Misplaced Pages

IBM Laboratory Vienna

Article snapshot taken from[REDACTED] with creative commons attribution-sharealike license. Give it a read and then ask your questions in the chat. We can research this topic together.

IBM Laboratory Vienna was an IBM research laboratory based in Vienna, Austria.

The laboratory started with a group led by Heinz Zemanek that moved from the Technische Hochschule (now the Technical University of Vienna). Initially, the group worked on computer hardware projects. Later a compiler for the ALGOL 60 programming language was produced. The group built on ideas of Calvin C. Elgot, Peter Landin, and John McCarthy, to create an operational semantics that could define the whole of IBM's PL/I programming language. The meta-language used for this was dubbed by people outside the laboratory as the Vienna Definition Language (VDL). These descriptions were used for compiler design research into compiler design during 1968–70.

The formal method VDM (Vienna Development Method) was a result of research at the laboratory by Dines Bjørner, Cliff Jones, Peter Lucas, and others.

See also

References

  1. ^ Jones, Cliff B. (1990). Systematic software development using VDM. Prentice-Hall. p. 1.
  2. Jones, Cliff B.; Lucas, Peter (1971). Engeler, E. (ed.). "Proving correctness of implementation techniques". A Symposium on Algorithmic Languages. Lecture Notes in Mathematics. Vol. 188. Springer-Verlag. pp. 178–211.


Austria

This article about an organisation in Austria is a stub. You can help Misplaced Pages by expanding it.

Stub icon

This computer science article is a stub. You can help Misplaced Pages by expanding it.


Please copy each line of the data that includes the string "pagetype".

··········

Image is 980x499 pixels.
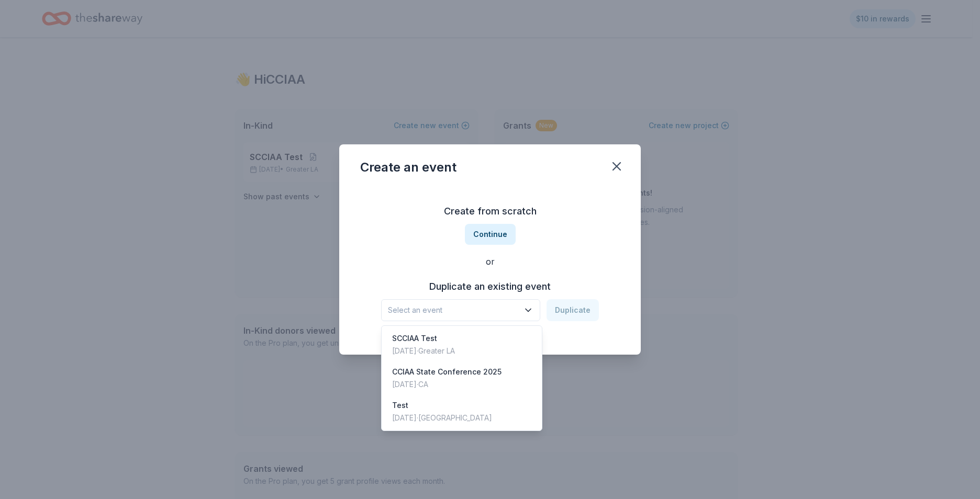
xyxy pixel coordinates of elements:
[381,325,542,431] div: Select an event
[381,299,540,321] button: Select an event
[392,365,501,378] div: CCIAA State Conference 2025
[388,304,518,316] span: Select an event
[392,399,492,412] div: Test
[392,378,501,391] div: [DATE] · CA
[392,333,455,344] div: SCCIAA Test
[392,344,455,357] div: [DATE] · Greater LA
[392,412,492,424] div: [DATE] · [GEOGRAPHIC_DATA]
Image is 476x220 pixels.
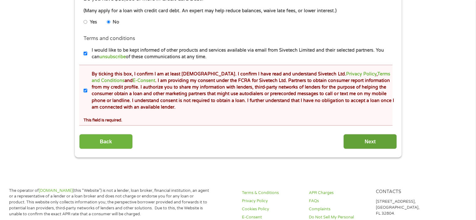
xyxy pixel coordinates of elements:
a: Terms & Conditions [242,190,301,196]
label: No [113,19,119,26]
a: FAQs [309,198,368,204]
a: Terms and Conditions [92,71,390,83]
a: Complaints [309,206,368,212]
input: Back [79,134,133,149]
label: I would like to be kept informed of other products and services available via email from Sivetech... [87,47,394,60]
input: Next [343,134,396,149]
a: [DOMAIN_NAME] [39,188,73,193]
label: Terms and conditions [83,35,135,42]
a: Privacy Policy [346,71,376,77]
p: [STREET_ADDRESS], [GEOGRAPHIC_DATA], FL 32804. [375,199,435,216]
a: E-Consent [133,78,155,83]
p: The operator of (this “Website”) is not a lender, loan broker, financial institution, an agent or... [9,188,210,217]
label: Yes [90,19,97,26]
div: (Many apply for a loan with credit card debt. An expert may help reduce balances, waive late fees... [83,8,392,14]
a: Privacy Policy [242,198,301,204]
div: This field is required. [83,115,392,123]
label: By ticking this box, I confirm I am at least [DEMOGRAPHIC_DATA]. I confirm I have read and unders... [87,71,394,111]
a: Cookies Policy [242,206,301,212]
a: APR Charges [309,190,368,196]
h4: Contacts [375,189,435,195]
a: unsubscribe [99,54,126,59]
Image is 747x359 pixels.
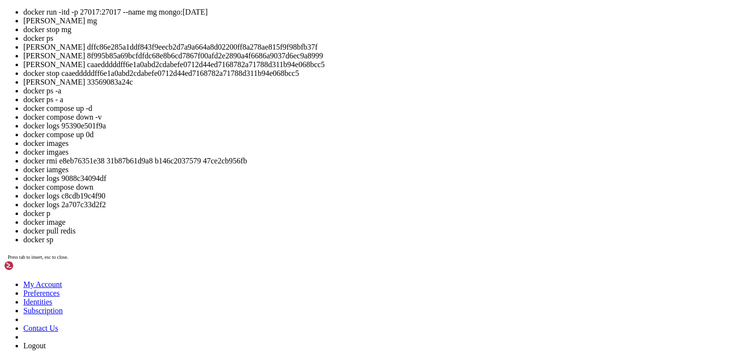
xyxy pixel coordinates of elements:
[52,29,60,37] span: 口
[109,29,117,37] span: 置
[23,306,63,315] a: Subscription
[4,219,620,227] x-row: [root@C20251001166336 ~]# ^C
[246,20,254,29] span: 新
[4,103,12,111] span: 正
[223,45,231,53] span: 制
[4,144,12,153] span: 外
[119,202,127,211] span: 板
[4,136,620,144] x-row: ==================================================================
[78,202,86,211] span: 首
[52,37,60,45] span: 保
[32,4,40,12] span: 修
[69,37,77,45] span: 文
[76,4,84,12] span: 码
[209,202,217,211] span: 间
[77,12,85,20] span: 志
[111,20,119,29] span: 复
[124,4,133,12] span: 板
[125,12,133,20] span: 统
[135,202,143,211] span: 能
[4,277,591,284] span: 8c3e74ec2a45 apache/rocketmq:4.9.6 "sh mqbroker -c /opt…" 36 hours ago Up 33 hours 9876/tcp, 1090...
[112,62,121,70] span: 关
[180,20,189,29] span: 更
[23,174,743,183] li: docker logs 9088c34094df
[36,153,45,161] span: 地
[4,153,12,161] span: 内
[4,202,12,211] span: 注
[197,62,206,70] span: 问
[110,202,119,211] span: 面
[150,37,158,45] span: 是
[23,122,743,130] li: docker logs 95390e501f9a
[144,62,153,70] span: 、
[141,53,150,62] span: 备
[128,62,137,70] span: 【
[69,29,77,37] span: 认
[23,148,743,157] li: docker imgaes
[4,87,620,95] x-row: 14
[23,183,743,192] li: docker compose down
[94,202,102,211] span: 登
[4,29,620,37] x-row: (24) (17) |
[100,4,108,12] span: 查
[149,4,157,12] span: 信
[117,53,125,62] span: 访
[24,4,32,12] span: 制
[109,37,118,45] span: 本
[168,202,176,211] span: 取
[68,4,76,12] span: 密
[108,4,116,12] span: 看
[19,20,28,29] span: 关
[77,29,85,37] span: 证
[101,53,109,62] span: 取
[125,53,133,62] span: 问
[191,45,199,53] span: 录
[173,62,181,70] span: 端
[265,202,273,211] span: 令
[4,95,620,103] x-row: ===============================================
[4,211,620,219] x-row: ==================================================================
[23,289,60,297] a: Preferences
[125,29,133,37] span: 志
[36,87,45,95] span: 令
[23,192,743,200] li: docker logs c8cdb19c4f90
[4,12,620,20] x-row: (22) (15) |
[60,62,68,70] span: 验
[150,29,158,37] span: 是
[174,45,182,53] span: 板
[298,202,306,211] span: 码
[139,310,143,318] div: (33, 37)
[20,103,29,111] span: 执
[199,37,207,45] span: 面
[197,20,205,29] span: 面
[12,153,20,161] span: 网
[28,62,36,70] span: 消
[23,235,743,244] li: docker sp
[141,4,149,12] span: 认
[36,202,45,211] span: 始
[19,37,28,45] span: 设
[23,34,743,43] li: docker ps
[36,144,44,153] span: 面
[119,20,127,29] span: 面
[133,29,141,37] span: 切
[221,20,229,29] span: 件
[213,62,222,70] span: 板
[68,62,76,70] span: 证
[28,29,36,37] span: 闭
[4,285,620,293] x-row: :::10911->10911/tcp rmq-broker
[36,62,44,70] span: 访
[4,235,620,244] x-row: [root@C20251001166336 ~]# docker ps
[23,78,743,87] li: [PERSON_NAME] 33569083a24c
[19,45,28,53] span: 关
[29,202,37,211] span: 初
[101,29,109,37] span: 设
[158,45,166,53] span: 闭
[290,202,298,211] span: 密
[149,45,158,53] span: 关
[103,20,111,29] span: 修
[23,104,743,113] li: docker compose up -d
[4,45,620,53] x-row: (26) ssl (19) |
[45,202,53,211] span: 密
[16,4,24,12] span: 强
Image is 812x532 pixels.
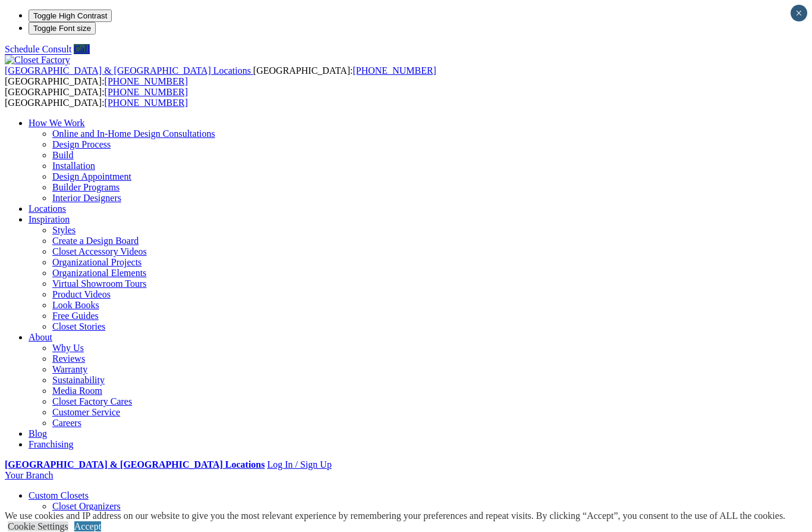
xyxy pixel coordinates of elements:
[53,171,132,182] a: Design Appointment
[33,23,91,33] span: Toggle Font size
[53,310,99,320] a: Free Guides
[104,87,187,97] a: [PHONE_NUMBER]
[267,459,331,470] a: Log In / Sign Up
[53,257,142,267] a: Organizational Projects
[53,289,110,299] a: Product Videos
[28,332,53,342] a: About
[53,225,75,235] a: Styles
[5,55,70,65] img: Closet Factory
[28,10,112,22] button: Toggle High Contrast
[352,65,435,75] a: [PHONE_NUMBER]
[5,87,187,107] span: [GEOGRAPHIC_DATA]: [GEOGRAPHIC_DATA]:
[104,98,187,107] a: [PHONE_NUMBER]
[53,300,100,309] a: Look Books
[53,182,119,192] a: Builder Programs
[53,321,105,331] a: Closet Stories
[5,44,71,54] a: Schedule Consult
[5,470,53,480] a: Your Branch
[53,353,85,363] a: Reviews
[8,521,68,531] a: Cookie Settings
[5,511,786,521] div: We use cookies and IP address on our website to give you the most relevant experience by remember...
[28,490,89,500] a: Custom Closets
[53,150,74,160] a: Build
[28,439,74,449] a: Franchising
[53,160,95,171] a: Installation
[791,5,807,21] button: Close
[5,65,251,75] span: [GEOGRAPHIC_DATA] & [GEOGRAPHIC_DATA] Locations
[5,459,264,470] a: [GEOGRAPHIC_DATA] & [GEOGRAPHIC_DATA] Locations
[53,267,146,277] a: Organizational Elements
[53,129,216,139] a: Online and In-Home Design Consultations
[53,364,88,374] a: Warranty
[53,278,146,288] a: Virtual Showroom Tours
[74,521,102,531] a: Accept
[53,386,102,395] a: Media Room
[28,118,85,128] a: How We Work
[33,12,107,20] span: Toggle High Contrast
[28,214,69,225] a: Inspiration
[28,429,47,438] a: Blog
[5,65,436,86] span: [GEOGRAPHIC_DATA]: [GEOGRAPHIC_DATA]:
[53,396,132,406] a: Closet Factory Cares
[28,203,66,214] a: Locations
[53,418,81,428] a: Careers
[74,44,90,54] a: Call
[5,65,253,75] a: [GEOGRAPHIC_DATA] & [GEOGRAPHIC_DATA] Locations
[53,192,121,203] a: Interior Designers
[104,76,187,86] a: [PHONE_NUMBER]
[53,375,104,385] a: Sustainability
[28,22,96,34] button: Toggle Font size
[53,343,84,352] a: Why Us
[53,246,146,257] a: Closet Accessory Videos
[53,501,121,511] a: Closet Organizers
[53,235,139,246] a: Create a Design Board
[53,407,120,417] a: Customer Service
[53,140,110,149] a: Design Process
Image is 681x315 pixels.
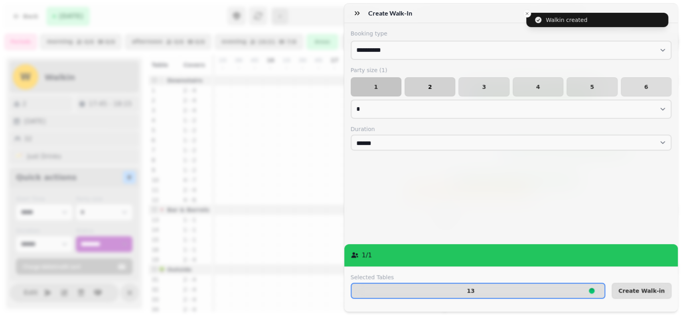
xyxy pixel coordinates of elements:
[611,283,671,299] button: Create Walk-in
[351,77,401,97] button: 1
[362,251,372,260] p: 1 / 1
[573,84,610,90] span: 5
[458,77,509,97] button: 3
[621,77,671,97] button: 6
[467,288,474,294] p: 13
[368,8,415,18] h3: Create Walk-in
[465,84,502,90] span: 3
[357,84,394,90] span: 1
[351,125,672,133] label: Duration
[519,84,556,90] span: 4
[351,66,672,74] label: Party size ( 1 )
[404,77,455,97] button: 2
[351,283,605,299] button: 13
[351,30,672,37] label: Booking type
[512,77,563,97] button: 4
[618,288,664,294] span: Create Walk-in
[411,84,448,90] span: 2
[566,77,617,97] button: 5
[627,84,664,90] span: 6
[351,274,605,282] label: Selected Tables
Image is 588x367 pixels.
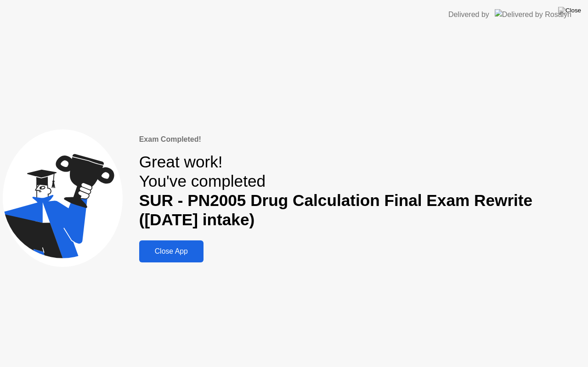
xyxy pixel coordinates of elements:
button: Close App [139,240,203,262]
b: SUR - PN2005 Drug Calculation Final Exam Rewrite ([DATE] intake) [139,191,532,229]
div: Great work! You've completed [139,152,585,230]
img: Close [558,7,581,14]
div: Close App [142,247,201,255]
img: Delivered by Rosalyn [494,9,571,20]
div: Delivered by [448,9,489,20]
div: Exam Completed! [139,134,585,145]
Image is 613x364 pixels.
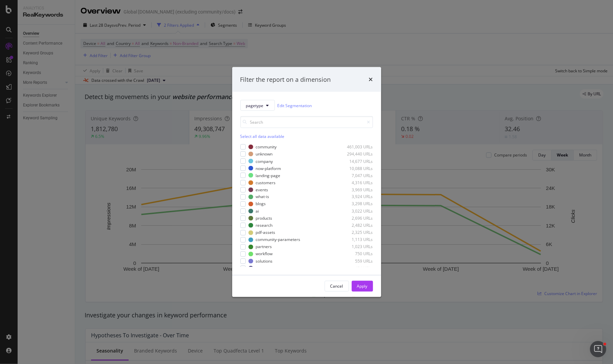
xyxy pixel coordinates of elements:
button: Cancel [325,281,349,292]
div: unknown [256,151,273,157]
div: research [256,222,273,228]
div: company [256,158,273,164]
div: 3,924 URLs [340,194,373,200]
div: Select all data available [240,134,373,139]
span: pagetype [246,102,264,108]
a: Edit Segmentation [277,102,312,109]
div: partners [256,244,272,250]
div: 2,325 URLs [340,230,373,235]
div: solutions [256,259,273,264]
div: 461,003 URLs [340,144,373,150]
button: Apply [352,281,373,292]
div: Apply [357,283,367,289]
div: ai [256,208,259,214]
div: 750 URLs [340,251,373,257]
button: pagetype [240,100,275,111]
div: modal [232,67,381,297]
div: Filter the report on a dimension [240,75,331,84]
div: 3,298 URLs [340,201,373,207]
div: 2,696 URLs [340,215,373,221]
div: landing-page [256,172,280,178]
div: what-is [256,194,269,200]
iframe: Intercom live chat [590,341,606,357]
div: 454 URLs [340,266,373,271]
div: times [369,75,373,84]
input: Search [240,116,373,128]
div: 294,440 URLs [340,151,373,157]
div: 559 URLs [340,259,373,264]
div: 1,113 URLs [340,237,373,243]
div: blogs [256,201,266,207]
div: now-platform [256,165,281,171]
div: workflow [256,251,273,257]
div: 14,677 URLs [340,158,373,164]
div: riseup [256,266,268,271]
div: products [256,215,272,221]
div: pdf-assets [256,230,275,235]
div: 4,316 URLs [340,180,373,186]
div: 7,047 URLs [340,172,373,178]
div: community-parameters [256,237,300,243]
div: events [256,187,268,193]
div: 3,022 URLs [340,208,373,214]
div: customers [256,180,276,186]
div: Cancel [330,283,343,289]
div: 3,969 URLs [340,187,373,193]
div: 1,023 URLs [340,244,373,250]
div: 10,088 URLs [340,165,373,171]
div: 2,482 URLs [340,222,373,228]
div: community [256,144,277,150]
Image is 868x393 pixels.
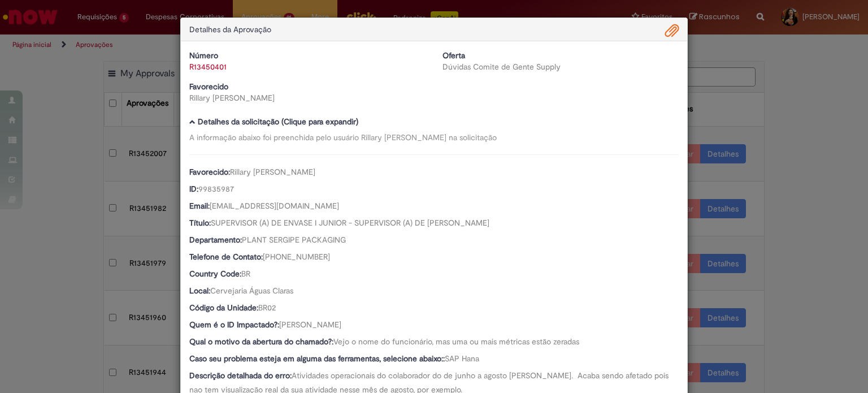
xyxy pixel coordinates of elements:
[189,92,426,104] div: Rillary [PERSON_NAME]
[263,251,330,262] span: [PHONE_NUMBER]
[189,184,198,194] b: ID:
[189,353,445,363] b: Caso seu problema esteja em alguma das ferramentas, selecione abaixo::
[189,201,210,211] b: Email:
[189,337,334,346] b: Qual o motivo da abertura do chamado?:
[189,286,210,296] b: Local:
[334,337,579,346] span: Vejo o nome do funcionário, mas uma ou mais métricas estão zeradas
[442,61,679,72] div: Dúvidas Comite de Gente Supply
[210,201,339,211] span: [EMAIL_ADDRESS][DOMAIN_NAME]
[198,117,358,127] b: Detalhes da solicitação (Clique para expandir)
[189,118,679,126] h5: Detalhes da solicitação (Clique para expandir)
[211,218,489,228] span: SUPERVISOR (A) DE ENVASE I JUNIOR - SUPERVISOR (A) DE [PERSON_NAME]
[445,353,479,363] span: SAP Hana
[189,218,211,228] b: Título:
[279,320,342,330] span: [PERSON_NAME]
[210,286,293,296] span: Cervejaria Águas Claras
[189,370,292,380] b: Descrição detalhada do erro:
[442,50,465,60] b: Oferta
[189,268,242,279] b: Country Code:
[242,235,346,245] span: PLANT SERGIPE PACKAGING
[258,303,276,313] span: BR02
[189,303,258,313] b: Código da Unidade:
[189,235,242,245] b: Departamento:
[230,167,315,177] span: Rillary [PERSON_NAME]
[189,251,263,262] b: Telefone de Contato:
[189,61,227,72] a: R13450401
[198,184,234,194] span: 99835987
[189,320,279,330] b: Quem é o ID Impactado?:
[189,167,230,177] b: Favorecido:
[242,268,250,279] span: BR
[189,81,229,92] b: Favorecido
[189,24,271,35] span: Detalhes da Aprovação
[189,132,679,143] div: A informação abaixo foi preenchida pelo usuário Rillary [PERSON_NAME] na solicitação
[189,50,218,60] b: Número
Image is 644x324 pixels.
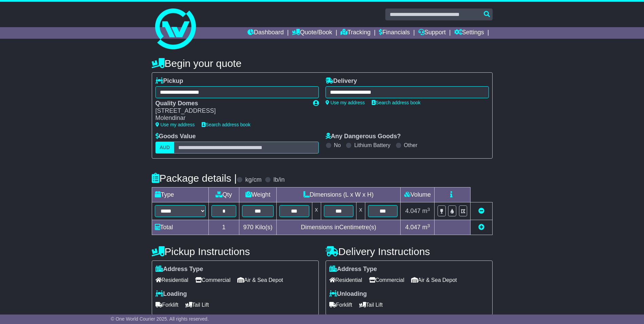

··········

• Your response
span: pagetype [246,102,264,108]
button: pagetype [240,100,275,111]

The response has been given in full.